Changing only the destination port, not the network using an IP Policy

Last modified on 26 Jan, 2023. Revision 9
The scenario is to make the firewall automatically change a specific destination port from A to B regardless of the destination IP address.
Up to date for
cOS Core 14.00.09
Supported since
cOS Core 11.xx
Status OK
Author
Peter Nilsson

Description

We want to do an automatic translation of the destination port from e.g. port 81 to 80, meaning that whatever destination IP the user connect to using port 81, the port should automatically become 80 when it leaves the Firewall.

Description

This is quite an unusual scenario operation as IP Policies base options do not account for this particular scenario. So we have to configure this quite differently.

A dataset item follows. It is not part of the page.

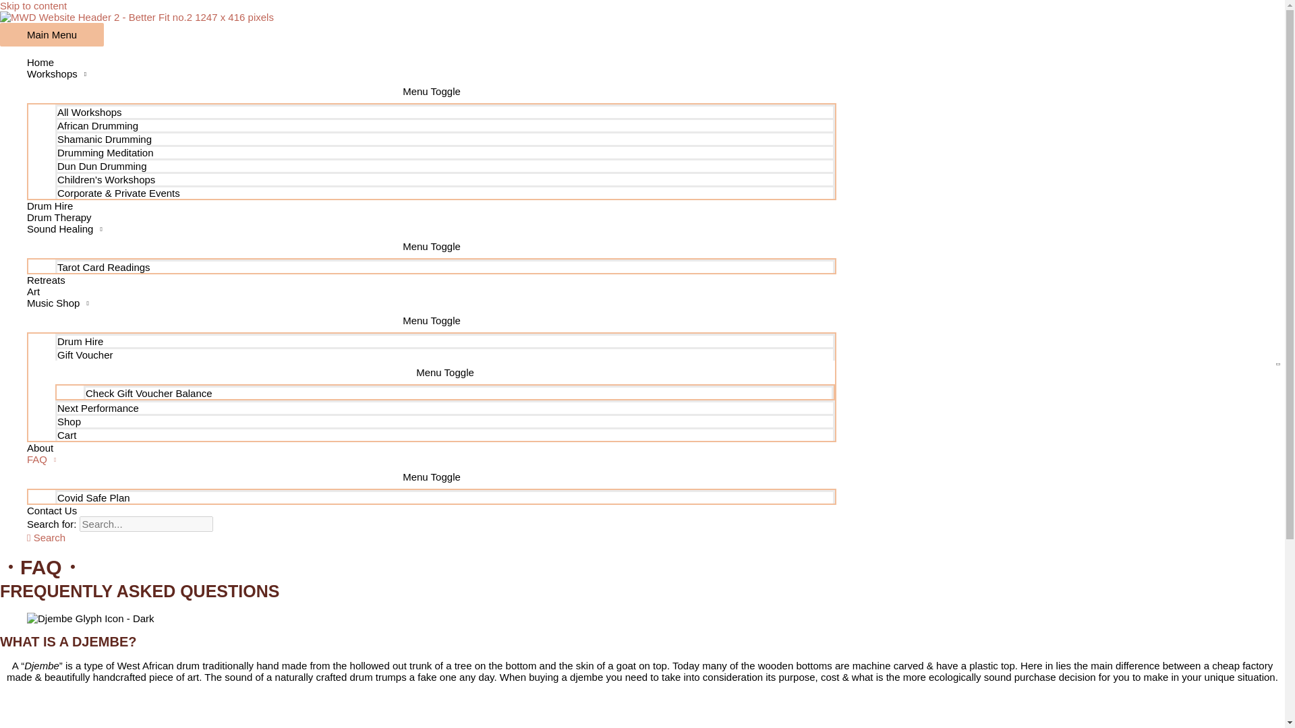 This screenshot has width=1295, height=728. Describe the element at coordinates (432, 510) in the screenshot. I see `Contact Us` at that location.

An example of how an IP policy should look to solve this scenario is as follows:

Action: Allow
Interface: if2 (or e.g. Lan)
Network: if2_net (or e.g. Lan_net)
Destination Interface: if1 (or e.g. Wan)
Destination Network: 0.0.0.1-255.255.255.255
Service: Destport_81 (TCP Source port 0-65535 & Destination port 81)
Source Translation: NAT
Destination Translation: SAT
Address Action: Transposed
Base IP Address: 0.0.0.1
Port Action: Single port
New Port: 80

On the SetDest we must also use 0.0.0.1 as that is the first address in the destination network, 0.0.0.0 is invalid and 0.0.0.2 for instance would cause an offset of all destination network addresses by +1.

Note: If we use this setup as the example for HTTP traffic, then we must remember that if we connect to Webpage-A using for instance this syntax:

http://www.test.com:81

It will become 80 when it leaves the Firewall. But the destination webpage most likely links to other HTTP pages using port 80, those will NOT be translated by this rule as it will be a sort of redirection to port 80 that we cannot control. So if we do not have a rule that allows HTTP port 80 in our ruleset, it would cause big delays as the browser is awaiting a reply on port 80 that is blocked by the Firewall.

Ping simulation test output

VSG-14:/> ping 1.1.1.1 -srcif=If2 -srcip=192.168.200.50 -tcp -port=81 -verbose
Rule and routing information for ping:
TCP: 192.168.200.50:38557 -> 1.1.1.1:81 allowed by rule "Port_TransposeTest"

Sending 0-byte TCP ping to 1.1.1.1:80 from 192.168.98.14:38557
sent via route "0.0.0.0/0 via if1, gw 192.168.98.1" in PBR table "main"
TCP Reply from 1.1.1.1:81 to 192.168.200.50:38557 seq=0 SYN+ACK time= 10 ms TTL=55
TCP Reply from 1.1.1.1:81 to 192.168.200.50:38557 seq=0 FIN time= 10 ms TTL=55

TCP Ping Results: Sent: 1, RST/ACKs Received:1, Loss: 0%, Avg RTT: 10.0 ms

In the above output we can see that a packet sent to destination port 81 will be changed to be destination port 80 when it leaves the Firewall, so it is working as expected. The response output say that we get a reply from port 81, but that would then be from the “clients” perspective.